ReplyDeleteAnd he's right about that. But, his explanation of why you can't provide door to door service cheaper than existing taxis was a business case with no ideology involved. If it could be done it would be done already. You aren't likely the first one off the starting blocks when it comes to new ideas.
"Since many businesses support transit then this is not a pure business perspective..."
What does that even mean?
"...but much more an anti-govt perspective since most governments around the world do provide transit."
"Everybody is doing it" isn't a valid argument. You need to justify why it should be done at all by government instead of private companies.
"for something other than taxi or limo - can you show me other "thinking" on this. I do not claim to be the first but from what I understand, the idea of using smartphone type apps for transit in a new thing."
You have already discussed several new alternate systems like Uber and they aren't cheaper than taxis just better. You keep arguing that such systems should be cheaper despite explanations of why they're not. What is it with you? Let it sink in, Larry.
This alternate system would have been cheaper than taxis, but it was crushed by government.
well, here's the real deal.
ReplyDeleteMost, if not all industrialized countries in the world are also elected governance and virtually all of those countries voters favor transit systems in most cities.

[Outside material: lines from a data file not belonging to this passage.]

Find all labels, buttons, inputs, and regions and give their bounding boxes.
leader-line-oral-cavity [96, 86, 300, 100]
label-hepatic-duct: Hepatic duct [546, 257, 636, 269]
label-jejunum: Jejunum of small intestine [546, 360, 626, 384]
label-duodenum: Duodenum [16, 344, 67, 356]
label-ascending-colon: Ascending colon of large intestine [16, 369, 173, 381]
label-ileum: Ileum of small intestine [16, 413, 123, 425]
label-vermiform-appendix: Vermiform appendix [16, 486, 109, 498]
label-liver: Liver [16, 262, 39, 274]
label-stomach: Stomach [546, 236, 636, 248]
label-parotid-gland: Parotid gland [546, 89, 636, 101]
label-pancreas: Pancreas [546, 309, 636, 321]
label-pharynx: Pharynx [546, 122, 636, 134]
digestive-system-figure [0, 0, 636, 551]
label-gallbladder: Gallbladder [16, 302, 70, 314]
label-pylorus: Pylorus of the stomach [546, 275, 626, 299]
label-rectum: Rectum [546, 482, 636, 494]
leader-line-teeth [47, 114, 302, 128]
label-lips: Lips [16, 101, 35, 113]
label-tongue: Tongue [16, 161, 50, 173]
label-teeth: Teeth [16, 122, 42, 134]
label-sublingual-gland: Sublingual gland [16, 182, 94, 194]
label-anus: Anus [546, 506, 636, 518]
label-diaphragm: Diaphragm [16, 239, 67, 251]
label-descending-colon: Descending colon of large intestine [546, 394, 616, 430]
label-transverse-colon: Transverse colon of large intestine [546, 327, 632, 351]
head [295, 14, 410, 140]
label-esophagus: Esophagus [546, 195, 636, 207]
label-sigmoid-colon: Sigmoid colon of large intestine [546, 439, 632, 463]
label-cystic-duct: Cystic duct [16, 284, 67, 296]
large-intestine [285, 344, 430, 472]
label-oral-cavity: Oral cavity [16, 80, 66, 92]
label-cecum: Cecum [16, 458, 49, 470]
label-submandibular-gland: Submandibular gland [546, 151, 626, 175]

It appears to me that the libertarian options are mostly 3rd world countries where they might be able to convince a dictator to adopt libertarian policies.
That seems to be the best option for those that are vociferously opposed to public transit.
What I favor, is public transit with handi-capped accommodations but done as efficiently as feasible including adopting technologies that would allow more flexible options for mobility - to include jitney's, etc.
but I'll go along with what most voters want... that nasty old majority-rules stuff..
:-)
"well, here's the real deal."
ReplyDeleteYou have lost track of the subject. Bye Larry.